Would a plant by any other name stink so bad?
An extremely rare corpse flower dramatically bloomed at the Brooklyn Botanical Garden Friday for the first time in Big Apple history — unleashing a putrid aroma of rotten flesh throughout the otherwise perfumey institution.
The striking and stinky plant — which workers have dubbed “Smelliot” — burst open around 11:30 a.m. before an excited crowd of gawkers, many of whom promptly plugged their noses.
“I came in at 7 a.m., and I could already smell it in the hallway,” Patrick Austin, a plant propagator and nursery gardener at BBG, told The Post.
“It’s really, really cool. It’s really exciting.”
The monumental blooming marks the first time an Amorphophallus gigas — a plant native to Sumatra and lovingly nicknamed the corpse flower — has opened its petals at the Crown Heights garden.
It is the very first of its kind to ever bloom in all of New York City, the garden proudly confirmed.
Scores of visitors came through the garden’s aquatic house Friday to catch a glimpse — and a whiff — of the history-making plant. Most adults were good about embracing the stench, though children quickly covered their noses, Austin observed.
While this is the first blooming for the rare “giga” variety of corpse flower, the Brooklyn garden in 2006 celebrated the blossoming of a similar, equally stinky, relative, the Amorphophallus titanium. It marked the first blooming of that kind of plant in seven decades.
The New York Botanical Garden in the Bronx also one of the titanium plans bloom in 2023.
“The gigas are a lot less common in cultivation, so that’s cool. It’s a little more unusual to see in a botanic garden,” explained Austin, who planted the flower when it arrived at BBG seven years ago.
Only ten botanical gardens around the globe have their own Amorphophallus gigas, making Friday’s bloom an extremely rare treat for New Yorkers.
Even more rare than the plant itself is how infrequently it blooms. Corpse flowers can take anywhere between a couple of years and a decade to open.
BBG staff had a feeling the monumental flower was itching to bloom earlier this month when its steady vertical growth started to slow down. At first, staffers thought the cold spell might have played a role — until the growth stopped almost altogether.
Plus, Smelliot started emitting a dull foul stench, a hard-to-miss harbinger of what was to come.
“It’s stinkiest right when it opens, which is to attract its pollinators like flies and beetles [that eat dead animals]. That’s why it smells like rotting flesh,” explained Austin.
The awesome spectacle will only be on display for a few days — the corpse flower will fold itself back up and shed its petals by next week.
BBG has already seen an uptick in foot traffic through the gardens over the last week, with every visitor stopping through the aquatic house to catch a glimpse of the super rare flower.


● Task details: With the pictures left aside, write out exactly the lines of the listing below from the line with "Decompose this screenshot" to the line with "For every button, label, input, icon, or", both included, and only those.

● Exercise data:
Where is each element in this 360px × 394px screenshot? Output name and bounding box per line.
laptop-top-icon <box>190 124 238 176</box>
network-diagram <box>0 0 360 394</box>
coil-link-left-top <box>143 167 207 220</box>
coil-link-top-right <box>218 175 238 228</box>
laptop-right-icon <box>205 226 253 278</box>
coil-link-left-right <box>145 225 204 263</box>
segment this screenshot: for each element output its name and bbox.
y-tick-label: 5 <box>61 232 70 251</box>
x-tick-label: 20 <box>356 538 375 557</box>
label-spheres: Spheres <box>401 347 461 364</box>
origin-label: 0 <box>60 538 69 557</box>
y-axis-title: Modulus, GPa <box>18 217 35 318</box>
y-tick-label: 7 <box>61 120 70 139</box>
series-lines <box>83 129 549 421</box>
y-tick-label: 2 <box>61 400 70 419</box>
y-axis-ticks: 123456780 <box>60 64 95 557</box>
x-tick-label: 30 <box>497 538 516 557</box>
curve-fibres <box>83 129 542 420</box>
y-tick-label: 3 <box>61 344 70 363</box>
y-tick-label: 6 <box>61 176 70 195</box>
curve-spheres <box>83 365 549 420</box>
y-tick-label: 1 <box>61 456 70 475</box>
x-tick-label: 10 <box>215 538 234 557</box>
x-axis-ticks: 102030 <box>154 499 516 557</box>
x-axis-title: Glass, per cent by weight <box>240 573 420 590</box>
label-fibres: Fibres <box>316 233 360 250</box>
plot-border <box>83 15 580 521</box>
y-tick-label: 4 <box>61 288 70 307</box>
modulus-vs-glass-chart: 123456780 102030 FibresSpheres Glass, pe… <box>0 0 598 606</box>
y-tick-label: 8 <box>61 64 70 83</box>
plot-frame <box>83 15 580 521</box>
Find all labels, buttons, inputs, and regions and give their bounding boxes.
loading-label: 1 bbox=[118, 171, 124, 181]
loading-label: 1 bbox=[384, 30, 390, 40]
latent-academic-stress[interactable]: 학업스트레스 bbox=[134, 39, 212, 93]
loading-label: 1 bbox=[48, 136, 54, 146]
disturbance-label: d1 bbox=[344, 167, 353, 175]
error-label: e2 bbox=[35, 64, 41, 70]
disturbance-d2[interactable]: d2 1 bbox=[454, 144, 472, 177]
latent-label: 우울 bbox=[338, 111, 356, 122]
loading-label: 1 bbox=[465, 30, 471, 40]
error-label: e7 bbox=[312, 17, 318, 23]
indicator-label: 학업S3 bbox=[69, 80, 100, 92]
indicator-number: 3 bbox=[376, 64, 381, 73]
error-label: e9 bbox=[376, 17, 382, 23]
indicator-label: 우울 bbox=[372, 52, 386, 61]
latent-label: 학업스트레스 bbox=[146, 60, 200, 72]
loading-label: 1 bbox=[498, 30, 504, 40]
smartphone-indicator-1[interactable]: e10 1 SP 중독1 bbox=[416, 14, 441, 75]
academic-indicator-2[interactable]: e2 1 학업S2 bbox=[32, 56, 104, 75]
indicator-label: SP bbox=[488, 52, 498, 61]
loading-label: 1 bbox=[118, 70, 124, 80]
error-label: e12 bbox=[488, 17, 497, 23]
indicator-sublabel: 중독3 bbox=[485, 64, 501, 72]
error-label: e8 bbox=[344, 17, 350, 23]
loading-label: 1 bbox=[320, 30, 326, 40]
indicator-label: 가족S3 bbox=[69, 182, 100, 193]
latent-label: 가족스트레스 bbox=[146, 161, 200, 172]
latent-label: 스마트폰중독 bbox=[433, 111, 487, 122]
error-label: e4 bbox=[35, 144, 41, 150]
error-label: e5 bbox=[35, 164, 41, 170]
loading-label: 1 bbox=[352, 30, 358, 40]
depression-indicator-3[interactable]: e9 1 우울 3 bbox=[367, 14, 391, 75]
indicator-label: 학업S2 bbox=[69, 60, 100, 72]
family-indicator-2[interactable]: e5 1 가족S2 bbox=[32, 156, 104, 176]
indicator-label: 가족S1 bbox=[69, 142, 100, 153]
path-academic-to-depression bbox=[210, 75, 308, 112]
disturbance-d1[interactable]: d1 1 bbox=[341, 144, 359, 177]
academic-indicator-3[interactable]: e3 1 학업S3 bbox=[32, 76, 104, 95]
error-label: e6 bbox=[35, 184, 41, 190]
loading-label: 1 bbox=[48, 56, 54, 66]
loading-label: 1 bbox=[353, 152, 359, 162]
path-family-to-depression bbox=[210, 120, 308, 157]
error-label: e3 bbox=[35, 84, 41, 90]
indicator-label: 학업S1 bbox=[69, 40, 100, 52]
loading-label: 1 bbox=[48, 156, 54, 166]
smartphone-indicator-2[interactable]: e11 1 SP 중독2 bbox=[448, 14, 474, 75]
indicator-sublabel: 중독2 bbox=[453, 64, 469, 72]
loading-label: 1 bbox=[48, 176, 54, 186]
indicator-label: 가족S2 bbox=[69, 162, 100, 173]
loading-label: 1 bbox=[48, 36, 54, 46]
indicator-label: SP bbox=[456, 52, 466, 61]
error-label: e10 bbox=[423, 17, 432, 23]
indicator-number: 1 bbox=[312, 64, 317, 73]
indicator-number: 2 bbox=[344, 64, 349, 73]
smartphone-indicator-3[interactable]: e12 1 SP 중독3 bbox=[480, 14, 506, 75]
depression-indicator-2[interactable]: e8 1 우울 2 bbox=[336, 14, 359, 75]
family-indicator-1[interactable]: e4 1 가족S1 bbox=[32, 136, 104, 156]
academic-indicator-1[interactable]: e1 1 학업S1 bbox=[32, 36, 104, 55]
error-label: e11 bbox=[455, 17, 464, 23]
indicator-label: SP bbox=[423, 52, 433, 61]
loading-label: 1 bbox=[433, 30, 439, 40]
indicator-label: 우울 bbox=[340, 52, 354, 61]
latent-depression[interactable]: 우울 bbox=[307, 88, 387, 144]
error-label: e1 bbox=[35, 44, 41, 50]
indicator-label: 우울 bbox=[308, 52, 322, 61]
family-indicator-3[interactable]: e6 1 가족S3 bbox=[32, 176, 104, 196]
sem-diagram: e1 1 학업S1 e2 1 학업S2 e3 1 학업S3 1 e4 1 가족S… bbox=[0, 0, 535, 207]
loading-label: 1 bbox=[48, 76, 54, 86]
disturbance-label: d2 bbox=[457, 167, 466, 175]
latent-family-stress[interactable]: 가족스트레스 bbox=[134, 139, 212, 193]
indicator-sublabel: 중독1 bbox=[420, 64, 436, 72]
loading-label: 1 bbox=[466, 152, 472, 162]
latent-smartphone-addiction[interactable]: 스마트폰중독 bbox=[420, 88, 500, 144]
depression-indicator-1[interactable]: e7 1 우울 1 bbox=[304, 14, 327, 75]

...

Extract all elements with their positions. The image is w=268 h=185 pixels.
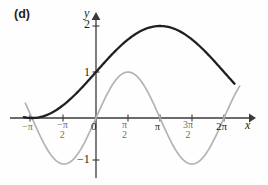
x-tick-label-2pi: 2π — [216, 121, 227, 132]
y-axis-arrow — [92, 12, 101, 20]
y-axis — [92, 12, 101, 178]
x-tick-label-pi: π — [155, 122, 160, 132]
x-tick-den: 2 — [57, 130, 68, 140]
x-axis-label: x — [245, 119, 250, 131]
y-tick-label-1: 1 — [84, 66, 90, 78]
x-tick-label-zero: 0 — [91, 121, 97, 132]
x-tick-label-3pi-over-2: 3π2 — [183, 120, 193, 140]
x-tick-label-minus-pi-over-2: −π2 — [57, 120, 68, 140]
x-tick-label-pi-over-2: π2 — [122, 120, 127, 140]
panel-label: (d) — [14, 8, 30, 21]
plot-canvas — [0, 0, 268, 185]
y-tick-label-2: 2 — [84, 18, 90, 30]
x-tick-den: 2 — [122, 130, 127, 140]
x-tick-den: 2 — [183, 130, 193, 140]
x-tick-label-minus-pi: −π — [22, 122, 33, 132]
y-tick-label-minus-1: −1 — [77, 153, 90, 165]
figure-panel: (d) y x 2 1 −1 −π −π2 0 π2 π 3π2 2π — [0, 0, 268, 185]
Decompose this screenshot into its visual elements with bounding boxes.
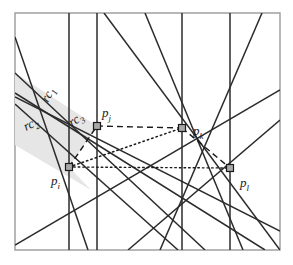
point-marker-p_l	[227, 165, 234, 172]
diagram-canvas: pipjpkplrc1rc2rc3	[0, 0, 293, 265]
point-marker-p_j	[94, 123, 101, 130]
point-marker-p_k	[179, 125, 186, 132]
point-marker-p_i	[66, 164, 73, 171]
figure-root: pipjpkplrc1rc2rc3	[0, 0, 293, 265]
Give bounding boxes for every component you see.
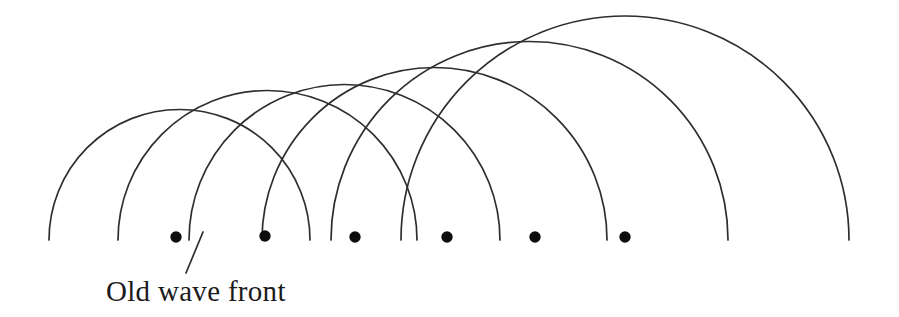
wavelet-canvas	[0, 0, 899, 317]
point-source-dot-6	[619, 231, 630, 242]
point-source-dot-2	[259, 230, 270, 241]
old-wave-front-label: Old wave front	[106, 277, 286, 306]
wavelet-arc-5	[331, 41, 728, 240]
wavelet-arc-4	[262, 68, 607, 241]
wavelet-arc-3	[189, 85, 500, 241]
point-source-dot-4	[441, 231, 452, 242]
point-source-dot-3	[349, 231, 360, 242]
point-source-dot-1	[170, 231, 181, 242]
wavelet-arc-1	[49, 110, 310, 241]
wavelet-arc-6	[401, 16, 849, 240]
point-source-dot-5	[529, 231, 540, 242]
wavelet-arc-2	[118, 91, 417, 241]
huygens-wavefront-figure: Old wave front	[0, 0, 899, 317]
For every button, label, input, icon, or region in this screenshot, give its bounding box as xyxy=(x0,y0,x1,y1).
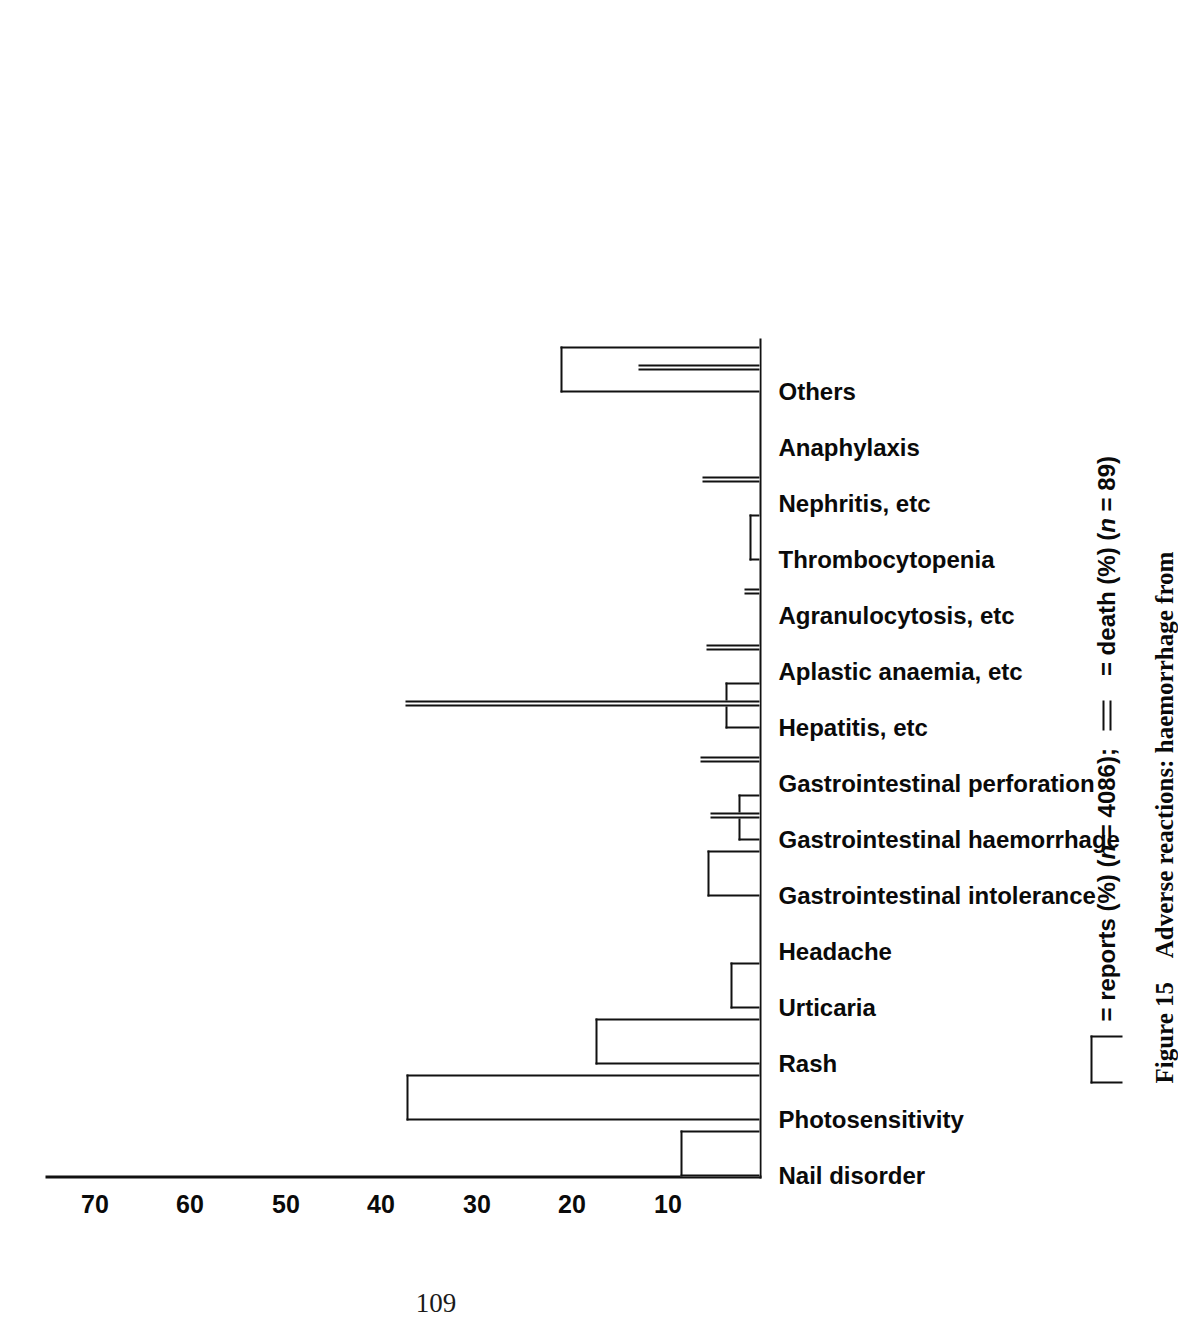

● Written solution:
Decompose this screenshot into its visual elements with bounding boxes.
point-marker-p_l	[227, 165, 234, 172]
diagram-canvas: pipjpkplrc1rc2rc3	[0, 0, 293, 265]
point-marker-p_j	[94, 123, 101, 130]
point-marker-p_k	[179, 125, 186, 132]
point-marker-p_i	[66, 164, 73, 171]
figure-root: pipjpkplrc1rc2rc3	[0, 0, 293, 265]
Give bounding boxes for every component you see.
wavelet-canvas	[0, 0, 899, 317]
point-source-dot-6	[619, 231, 630, 242]
point-source-dot-2	[259, 230, 270, 241]
old-wave-front-label: Old wave front	[106, 277, 286, 306]
wavelet-arc-5	[331, 41, 728, 240]
wavelet-arc-4	[262, 68, 607, 241]
wavelet-arc-3	[189, 85, 500, 241]
point-source-dot-4	[441, 231, 452, 242]
point-source-dot-3	[349, 231, 360, 242]
point-source-dot-1	[170, 231, 181, 242]
wavelet-arc-1	[49, 110, 310, 241]
wavelet-arc-6	[401, 16, 849, 240]
point-source-dot-5	[529, 231, 540, 242]
wavelet-arc-2	[118, 91, 417, 241]
huygens-wavefront-figure: Old wave front	[0, 0, 899, 317]
For every button, label, input, icon, or region in this screenshot, give its bounding box as xyxy=(x0,y0,x1,y1).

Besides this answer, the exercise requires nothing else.